Dealing with "jruby" shell calls for the complete jar file

I am currently trying to package a complete ruby environment for our
QA machines. It should work as follows:

  1. Add bundler gem to jruby-complete jar file and deploy it2. Run
    bundle install --path3. Execute tests with the jruby jar and the
    installed gems(test-unitand cucumber)
    The steps 1 and 2 work reasonably well.
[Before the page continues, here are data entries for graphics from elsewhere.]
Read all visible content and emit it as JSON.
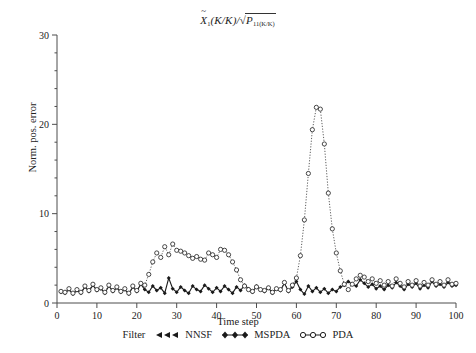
{
  "figure": {
    "title_plain": "X̂1(K/K)/√(P11(K/K))",
    "title_parts": {
      "var": "X",
      "var_sub": "1",
      "arg": "(K/K)/",
      "radical": "√",
      "rad_var": "P",
      "rad_sub": "11(K/K)"
    },
    "background_color": "#ffffff",
    "axis_color": "#4d4d4d"
  },
  "axes": {
    "xlabel": "Time step",
    "ylabel": "Norm. pos. error",
    "xticks": [
      0,
      10,
      20,
      30,
      40,
      50,
      60,
      70,
      80,
      90,
      100
    ],
    "yticks": [
      0,
      10,
      20,
      30
    ],
    "xlim": [
      0,
      100
    ],
    "ylim": [
      0,
      30
    ],
    "minor_tick_count_y": 5,
    "grid": "off"
  },
  "legend": {
    "prefix": "Filter",
    "entries": [
      {
        "marker": "triangle-left",
        "label": "NNSF",
        "color": "#1a1a1a"
      },
      {
        "marker": "diamond-filled",
        "label": "MSPDA",
        "color": "#1a1a1a"
      },
      {
        "marker": "circle-open",
        "label": "PDA",
        "color": "#1a1a1a"
      }
    ]
  },
  "chart_data": {
    "type": "line",
    "xlabel": "Time step",
    "ylabel": "Norm. pos. error",
    "xlim": [
      0,
      100
    ],
    "ylim": [
      0,
      30
    ],
    "xticks": [
      0,
      10,
      20,
      30,
      40,
      50,
      60,
      70,
      80,
      90,
      100
    ],
    "yticks": [
      0,
      10,
      20,
      30
    ],
    "grid": "off",
    "legend_position": "below-axes",
    "x": [
      1,
      2,
      3,
      4,
      5,
      6,
      7,
      8,
      9,
      10,
      11,
      12,
      13,
      14,
      15,
      16,
      17,
      18,
      19,
      20,
      21,
      22,
      23,
      24,
      25,
      26,
      27,
      28,
      29,
      30,
      31,
      32,
      33,
      34,
      35,
      36,
      37,
      38,
      39,
      40,
      41,
      42,
      43,
      44,
      45,
      46,
      47,
      48,
      49,
      50,
      51,
      52,
      53,
      54,
      55,
      56,
      57,
      58,
      59,
      60,
      61,
      62,
      63,
      64,
      65,
      66,
      67,
      68,
      69,
      70,
      71,
      72,
      73,
      74,
      75,
      76,
      77,
      78,
      79,
      80,
      81,
      82,
      83,
      84,
      85,
      86,
      87,
      88,
      89,
      90,
      91,
      92,
      93,
      94,
      95,
      96,
      97,
      98,
      99,
      100
    ],
    "series": [
      {
        "name": "MSPDA",
        "marker": "diamond-filled",
        "linestyle": "solid",
        "color": "#1a1a1a",
        "values": [
          1.2,
          1.1,
          1.5,
          1.0,
          1.4,
          1.1,
          1.8,
          1.3,
          2.0,
          1.4,
          1.6,
          1.1,
          1.9,
          1.3,
          1.7,
          1.2,
          1.5,
          1.0,
          1.8,
          1.3,
          2.1,
          1.5,
          1.2,
          1.9,
          1.4,
          1.7,
          1.1,
          2.8,
          1.6,
          1.2,
          1.8,
          1.4,
          1.1,
          1.9,
          1.5,
          1.3,
          2.0,
          1.6,
          1.2,
          1.7,
          1.3,
          1.9,
          1.5,
          1.1,
          1.8,
          1.4,
          2.0,
          1.6,
          1.2,
          1.9,
          1.5,
          1.3,
          1.7,
          1.1,
          1.6,
          1.4,
          2.2,
          1.3,
          1.8,
          2.4,
          1.5,
          1.0,
          1.9,
          1.3,
          1.7,
          1.2,
          1.6,
          1.1,
          1.5,
          1.3,
          1.8,
          2.0,
          2.4,
          2.1,
          1.9,
          2.6,
          2.2,
          1.8,
          2.1,
          1.6,
          1.9,
          1.5,
          2.0,
          1.7,
          2.3,
          1.9,
          1.5,
          2.1,
          1.8,
          2.2,
          1.6,
          2.0,
          1.7,
          2.4,
          1.9,
          2.1,
          1.8,
          2.3,
          1.9,
          2.0
        ]
      },
      {
        "name": "PDA",
        "marker": "circle-open",
        "linestyle": "dotted",
        "color": "#333333",
        "values": [
          1.3,
          1.2,
          1.6,
          1.1,
          1.5,
          1.2,
          1.9,
          1.4,
          2.1,
          1.5,
          1.7,
          1.2,
          2.0,
          1.4,
          1.8,
          1.3,
          1.6,
          1.1,
          1.9,
          1.4,
          2.2,
          2.0,
          3.2,
          4.6,
          5.6,
          5.1,
          6.3,
          5.4,
          6.6,
          5.9,
          5.8,
          5.6,
          5.3,
          5.0,
          5.2,
          4.9,
          4.8,
          5.6,
          5.4,
          5.1,
          6.0,
          5.9,
          5.4,
          4.6,
          3.7,
          2.6,
          1.9,
          1.5,
          1.3,
          1.8,
          1.5,
          1.4,
          1.7,
          1.2,
          1.6,
          1.5,
          2.3,
          1.4,
          2.0,
          2.8,
          5.3,
          9.3,
          14.5,
          19.4,
          21.9,
          21.7,
          17.8,
          12.3,
          8.3,
          5.6,
          3.6,
          2.1,
          1.5,
          2.1,
          2.7,
          3.1,
          2.9,
          2.4,
          2.7,
          2.2,
          2.5,
          2.0,
          2.4,
          1.9,
          2.7,
          2.2,
          1.8,
          2.4,
          2.0,
          2.5,
          1.9,
          2.3,
          2.0,
          2.6,
          2.1,
          2.4,
          2.0,
          2.6,
          2.1,
          2.2
        ]
      }
    ]
  }
}
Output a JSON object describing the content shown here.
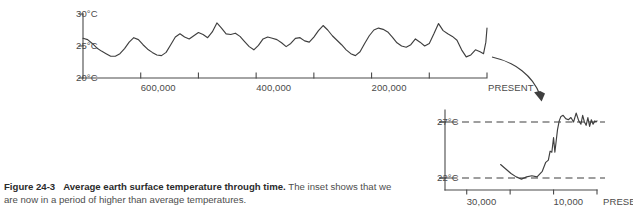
{
  "figure": {
    "number": "Figure 24-3",
    "title": "Average earth surface temperature through time.",
    "description": "The inset shows that we are now in a period of higher than average temperatures."
  },
  "colors": {
    "line": "#3f3f3f",
    "axis": "#4a4a4a",
    "text": "#4d4d4d",
    "background": "#ffffff"
  },
  "chart_data": [
    {
      "id": "main",
      "type": "line",
      "title": "Average earth surface temperature through time",
      "xlabel": "",
      "ylabel": "",
      "grid": false,
      "legend": "none",
      "x_axis_direction": "years before present, decreasing to the right",
      "ylim": [
        20,
        31.5
      ],
      "yticks": [
        20,
        25,
        30
      ],
      "ytick_labels": [
        "20°C",
        "25°C",
        "30°C"
      ],
      "xlim": [
        700000,
        0
      ],
      "xticks": [
        700000,
        600000,
        500000,
        400000,
        300000,
        200000,
        100000,
        0
      ],
      "xtick_labels": [
        "",
        "600,000",
        "",
        "400,000",
        "",
        "200,000",
        "",
        "PRESENT"
      ],
      "series": [
        {
          "name": "Average earth surface temperature",
          "units": "°C",
          "x": [
            700000,
            692000,
            684000,
            676000,
            668000,
            660000,
            652000,
            644000,
            636000,
            628000,
            620000,
            612000,
            604000,
            596000,
            588000,
            580000,
            572000,
            564000,
            556000,
            548000,
            540000,
            532000,
            524000,
            516000,
            508000,
            500000,
            492000,
            484000,
            476000,
            468000,
            460000,
            452000,
            444000,
            436000,
            428000,
            420000,
            412000,
            404000,
            396000,
            388000,
            380000,
            372000,
            364000,
            356000,
            348000,
            340000,
            332000,
            324000,
            316000,
            308000,
            300000,
            292000,
            284000,
            276000,
            268000,
            260000,
            252000,
            244000,
            236000,
            228000,
            220000,
            212000,
            204000,
            196000,
            188000,
            180000,
            172000,
            164000,
            156000,
            148000,
            140000,
            132000,
            124000,
            116000,
            108000,
            100000,
            92000,
            84000,
            76000,
            68000,
            60000,
            52000,
            44000,
            36000,
            28000,
            20000,
            12000,
            6000,
            2000,
            0
          ],
          "values": [
            26.2,
            26.0,
            25.4,
            24.7,
            24.2,
            23.8,
            23.4,
            23.4,
            23.8,
            24.6,
            25.6,
            26.3,
            26.0,
            25.2,
            24.5,
            24.0,
            23.6,
            23.5,
            24.0,
            25.2,
            26.4,
            26.9,
            26.4,
            26.1,
            26.6,
            27.1,
            26.8,
            26.3,
            27.2,
            28.6,
            27.8,
            26.9,
            26.8,
            27.0,
            26.5,
            25.7,
            24.9,
            24.4,
            25.1,
            26.1,
            26.4,
            26.2,
            26.0,
            25.5,
            24.9,
            25.4,
            26.2,
            26.3,
            25.8,
            25.6,
            26.4,
            27.4,
            28.2,
            27.5,
            26.6,
            25.9,
            25.2,
            24.4,
            23.8,
            23.5,
            24.1,
            25.4,
            26.6,
            27.5,
            27.8,
            27.6,
            27.2,
            26.4,
            25.5,
            25.0,
            24.8,
            25.2,
            26.1,
            25.6,
            25.0,
            25.4,
            26.9,
            28.5,
            27.4,
            26.9,
            26.5,
            25.9,
            24.4,
            23.3,
            23.6,
            24.4,
            24.1,
            23.8,
            25.6,
            27.8
          ]
        }
      ]
    },
    {
      "id": "inset",
      "type": "line",
      "title": "Recent temperature detail",
      "xlabel": "",
      "ylabel": "",
      "grid": false,
      "legend": "none",
      "x_axis_direction": "years before present, decreasing to the right",
      "ylim": [
        20.2,
        28.4
      ],
      "yticks": [
        22,
        27
      ],
      "ytick_labels": [
        "22°C",
        "27°C"
      ],
      "reference_lines": [
        22,
        27
      ],
      "xlim": [
        35000,
        0
      ],
      "xticks": [
        30000,
        20000,
        10000,
        0
      ],
      "xtick_labels": [
        "30,000",
        "",
        "10,000",
        "PRESENT"
      ],
      "series": [
        {
          "name": "Average earth surface temperature",
          "units": "°C",
          "x": [
            22200,
            21000,
            19800,
            18600,
            17400,
            16200,
            15000,
            13800,
            12600,
            11800,
            11200,
            10800,
            10400,
            10000,
            9700,
            9400,
            9100,
            8700,
            8300,
            7800,
            7200,
            6600,
            6000,
            5400,
            4800,
            4200,
            3700,
            3300,
            2900,
            2500,
            2100,
            1700,
            1300,
            900,
            500,
            200,
            0
          ],
          "values": [
            23.2,
            22.8,
            22.4,
            22.1,
            21.9,
            22.1,
            22.2,
            22.1,
            22.6,
            23.4,
            23.6,
            24.4,
            24.3,
            25.6,
            24.3,
            25.3,
            26.3,
            27.1,
            27.5,
            27.6,
            27.3,
            27.2,
            27.4,
            27.0,
            27.8,
            27.1,
            26.8,
            27.6,
            27.0,
            26.7,
            27.4,
            26.6,
            27.2,
            26.8,
            27.1,
            27.0,
            27.1
          ]
        }
      ]
    }
  ],
  "annotations": {
    "zoom_arrow": "curved arrow from main chart present-day region to inset"
  }
}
Step 4 however is a bit of a
    problem when it comes to cucumber.Cucumber will try to figure out
    weather it’s running in jruby or mri and launch new tests as shell
    scripts by calling either “ruby"or"jruby”. Since the JRuby complete
    jar file doesn’t actually have anything responding to a “jruby” shell
    call, it can’t launch.Are there any “shims” that could be installed or
    is there any way to point the PATH environment variable inside of the
    jar file?
    Cheers,Marc

    Pessimists, we’re told, look at a glass containing 50% air and 50%
    water and see it as half empty. Optimists, in contrast, see it as half
    full. Engineers, of course, understand the glass is twice as big as it
    needs to be. (Bob Lewis)

Hi Marc,

On Oct 30, 2011, at 11:38 AM, Marc S. wrote:

call, it can’t launch.Are there any “shims” that could be installed or
is there any way to point the PATH environment variable inside of the
jar file?

I believe the behavior you’re talking about is part of the cucumber rake
task, rather than cucumber per se. If so, I can suggest a couple of
things that might work:

  • Set fork=false in the rake task. This will run the features within the
    rake process instead of starting a subshell.
  • Write your own rake task that invokes the cucumber executable directly
    in a way that works with your setup.

Rhett

Sadly that was not the case :frowning:

The Rakefile:

require 'rubygems'
require 'bundle/setup'
require 'cucumber'
require 'cucumber/rake/task'

Cucumber::Rake::Task.new(:features) do |t|
  t.fork = false
end

And the result:

$ java -jar jruby-complete-1.6.5.jar -rjruby_bundled_gems.jar -S
bundle exec rake features
env: jruby: No such file or directory

On Sun, Oct 30, 2011 at 10:49 PM, Rhett S.
[email protected] wrote:

problem when it comes to cucumber.Cucumber will try to figure out

  • Write your own rake task that invokes the cucumber executable directly in a
    way that works with your setup.

http://xircles.codehaus.org/manage_email


Pessimists, we’re told, look at a glass containing 50% air and 50%
water and see it as half empty. Optimists, in contrast, see it as half
full. Engineers, of course, understand the glass is twice as big as it
needs to be. (Bob Lewis)

Cucumber::Rake::Task.new(:features) do |t|
external subprocesses. Instead of using “bundle exec” can you put
“require ‘bundler/setup’” in your rake file?

/Nick

The problem is that we might have an older version of rake installed
in $path somewhere. That way we’d launch the rake file with the old
rake and then require the new one which usually ends up in an error.

On Wed, Nov 9, 2011 at 6:06 AM, Marc S. [email protected] wrote:

t.fork = false
end

And the result:

$ java -jar jruby-complete-1.6.5.jar -rjruby_bundled_gems.jar -S
bundle exec rake features
env: jruby: No such file or directory

Ah, the problem is most likely “bundle exec”, which tends to execute
external subprocesses. Instead of using “bundle exec” can you put
“require ‘bundler/setup’” in your rake file?